Welcome to the Breaking with Humanity? Double film screening and panel discussion event! Join us at The Castle Cinema for an evening of engaging films and discussions on how to move on from the ongoing national and global colonial violence and dehumanization the two films explore.

The bell rings is a sweeping, untold story of bodies and emotions surfacing and submerging in a crowd gathered at the 2023 Tusványos Festival in Romania. Un/Consciously, the festival goers absorb the ethno-nationalist politics and gender war of Viktor Orbán, the Prime Minister of Hungary. It explores the lived experience of national belonging and the potentials of resistance against whiteness as global coloniality, ethnonationalism and far right ideologies. These themes are also at the heart of A FATHER A SON AND SANKARA, a feature-length documentary on connection, care, and community as sites of struggle against racial capitalism and attendant forms of oppression it depends upon.

Moderated by:

Dr Shona Hunter is a Reader at Leeds Beckett University and founder of the public intellectual project White Spaces. Her scholarly interests are framed through an engagement with feminist anti-racist decolonial critique on the social, cultural and emotional politics of the state. Her books include Power, Politics and the Emotions: Impossible Governance (2015) and The Routledge Handbook of Critical Studies in Whiteness (2021) co-edited with Christi van der Westhuizen.

Speakers:

Dr Szilvi Naray is an academic, drama translator and a theatre maker. She regularly publishes on feminist translation and is the Artistic Director of the theatre company, Ignition Stage. Her new book Plays from Contemporary Hungary: 'Difficult Women' and Resistant Dramatic Voices (2024) is a unique and well overdue collection of five translated contemporary plays from the illiberal democracy of Hungary offering a microcosmic lens for understanding the paradox that today’s Hungary exemplifies. Together, the plays share stories of powerful women and explore what it means to be a family unit, all the while pushing against Hungary's dominant hegemony.
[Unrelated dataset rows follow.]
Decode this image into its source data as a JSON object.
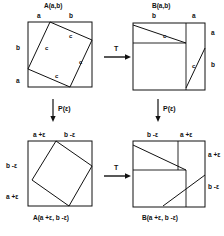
{
  "figure": {
    "title": "",
    "stroke_color": "#111111",
    "background": "#ffffff"
  },
  "panels": [
    {
      "id": "top-left",
      "caption": "A(a,b)",
      "caption_position": "above",
      "edge_labels": [
        {
          "text": "a",
          "side": "top-left"
        },
        {
          "text": "b",
          "side": "top-right"
        },
        {
          "text": "b",
          "side": "left-upper"
        },
        {
          "text": "a",
          "side": "left-lower"
        }
      ],
      "inner_labels": [
        {
          "text": "c"
        },
        {
          "text": "c"
        },
        {
          "text": "c"
        },
        {
          "text": "c"
        }
      ],
      "shape": "square-with-inscribed-tilted-square"
    },
    {
      "id": "top-right",
      "caption": "B(a,b)",
      "caption_position": "above",
      "edge_labels": [
        {
          "text": "b",
          "side": "top-left"
        },
        {
          "text": "a",
          "side": "top-right"
        },
        {
          "text": "a",
          "side": "right-upper"
        },
        {
          "text": "b",
          "side": "right-lower"
        }
      ],
      "inner_labels": [
        {
          "text": "c"
        },
        {
          "text": "c"
        }
      ],
      "shape": "square-with-two-right-triangles"
    },
    {
      "id": "bottom-left",
      "caption": "A(a +ε, b -ε)",
      "caption_position": "below",
      "edge_labels": [
        {
          "text": "a +ε",
          "side": "top-left"
        },
        {
          "text": "b -ε",
          "side": "top-right"
        },
        {
          "text": "b -ε",
          "side": "left-upper"
        },
        {
          "text": "a +ε",
          "side": "left-lower"
        }
      ],
      "inner_labels": [],
      "shape": "square-with-inscribed-tilted-square"
    },
    {
      "id": "bottom-right",
      "caption": "B(a +ε, b -ε)",
      "caption_position": "below",
      "edge_labels": [
        {
          "text": "b -ε",
          "side": "top-left"
        },
        {
          "text": "a +ε",
          "side": "top-right"
        },
        {
          "text": "a +ε",
          "side": "right-upper"
        },
        {
          "text": "b -ε",
          "side": "right-lower"
        }
      ],
      "inner_labels": [],
      "shape": "square-with-two-right-triangles"
    }
  ],
  "arrows": [
    {
      "id": "arrow-top-horizontal",
      "label": "T",
      "direction": "right"
    },
    {
      "id": "arrow-bottom-horizontal",
      "label": "T",
      "direction": "right"
    },
    {
      "id": "arrow-left-vertical",
      "label": "P(ε)",
      "direction": "down"
    },
    {
      "id": "arrow-right-vertical",
      "label": "P(ε)",
      "direction": "down"
    }
  ]
}
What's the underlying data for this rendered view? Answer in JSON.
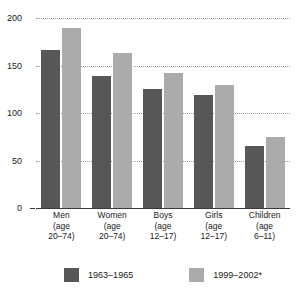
{
  "chart_data": {
    "type": "bar",
    "title": "",
    "subtitle": "",
    "xlabel": "",
    "ylabel": "",
    "ylim": [
      0,
      200
    ],
    "yticks": [
      0,
      50,
      100,
      150,
      200
    ],
    "ytick_labels": [
      "0",
      "50",
      "100",
      "150",
      "200"
    ],
    "grid": true,
    "legend_position": "bottom",
    "categories": [
      "Men\n(age\n20–74)",
      "Women\n(age\n20–74)",
      "Boys\n(age\n12–17)",
      "Girls\n(age\n12–17)",
      "Children\n(age\n6–11)"
    ],
    "category_lines": [
      [
        "Men",
        "(age",
        "20–74)"
      ],
      [
        "Women",
        "(age",
        "20–74)"
      ],
      [
        "Boys",
        "(age",
        "12–17)"
      ],
      [
        "Girls",
        "(age",
        "12–17)"
      ],
      [
        "Children",
        "(age",
        "6–11)"
      ]
    ],
    "series": [
      {
        "name": "1963–1965",
        "color": "#575757",
        "values": [
          166,
          139,
          125,
          119,
          65
        ]
      },
      {
        "name": "1999–2002*",
        "color": "#ababab",
        "values": [
          190,
          163,
          142,
          130,
          75
        ]
      }
    ]
  },
  "axis": {
    "baseline_label": "0"
  },
  "colors": {
    "series_dark": "#575757",
    "series_light": "#ababab",
    "gridline": "#9a9a9a",
    "axis": "#3a3a3a",
    "background": "#ffffff"
  }
}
Ashwani Sharma is a Lecturer on film and screen studies at the London College of Communication, UAL. Ashwani writes and performs poetry, and DJs. He has worked in the BBC and independent film in sound and has been an aeronautical engineer. His research interests include race and audio-visual culture, postcolonial and black cultural theory, diasporic and global film and contemporary art, digital media and archives, urban culture and music, racial capitalism and ecology. Ashwani is completing a book on racial capitalism, globalisation and visual culture and is a founding co-editor of darkmatter journal, and the co-editor of Disorienting Rhythms: The Politics of the New Asian Music (Zed Books).
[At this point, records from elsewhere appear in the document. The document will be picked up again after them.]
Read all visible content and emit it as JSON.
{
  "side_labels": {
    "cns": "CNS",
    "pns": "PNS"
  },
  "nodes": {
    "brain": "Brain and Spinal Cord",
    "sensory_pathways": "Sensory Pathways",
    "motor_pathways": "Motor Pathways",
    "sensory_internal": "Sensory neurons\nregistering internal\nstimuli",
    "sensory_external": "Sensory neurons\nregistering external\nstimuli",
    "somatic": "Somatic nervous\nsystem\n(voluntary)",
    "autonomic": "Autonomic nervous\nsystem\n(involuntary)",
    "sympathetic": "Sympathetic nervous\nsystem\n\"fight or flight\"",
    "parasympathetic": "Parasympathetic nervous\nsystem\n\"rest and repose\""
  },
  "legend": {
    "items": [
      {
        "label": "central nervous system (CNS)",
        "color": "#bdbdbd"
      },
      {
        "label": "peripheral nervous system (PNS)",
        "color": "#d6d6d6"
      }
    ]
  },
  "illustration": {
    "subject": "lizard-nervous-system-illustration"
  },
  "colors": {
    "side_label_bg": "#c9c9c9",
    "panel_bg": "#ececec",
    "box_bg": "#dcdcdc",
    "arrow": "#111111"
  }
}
Dr Syed Haider is a Lecturer in World Cinemas at the University of East Anglia. Syed has published on Muslim representation in Indian cinema through a postcolonial lens; the role and uses of the 'Muslim terrorist' in Hindi cinema to frame and position a nationalist narrative of a globalised/ing India; and the deployment of Sufi aesthetics for the construction of Islam in Bollywood. These publications feed into his broader research project on the possibility of cinematic experience to facilitate and engender aesthetic identities and the intersection between the somatic and the semiotic. Syed has recently curated A Day of Palestinian Cinema and Poetry in memory of Refaat Alareer and all those affected by the events in the Middle East.

Q&A with the directors:

Andreas Landeck is an award-winning filmmaker and audio-visual media producer. A FATHER A SON AND SANKARA (2023) is his second feature-length documentary. Andreas has been making films in Germany and France for over twenty years, working primarily in documentary.

Dr Katalin Halász is a body scholar working across film, video art, installation, performance, cross-dressing and curation to inquire into her research interests of affect/emotion, racialization/whiteness, gender, belonging, migration, and nationalism. She produced The bell rings (2023) as part of her current Leverhulme Trust funded project on the affective racialization of Hungarian national identity.

Since the event is only partly funded, we kindly ask for a £7 ticket (plus booking fee) and any donation you can spare. Thank you and see you on the 19th of April!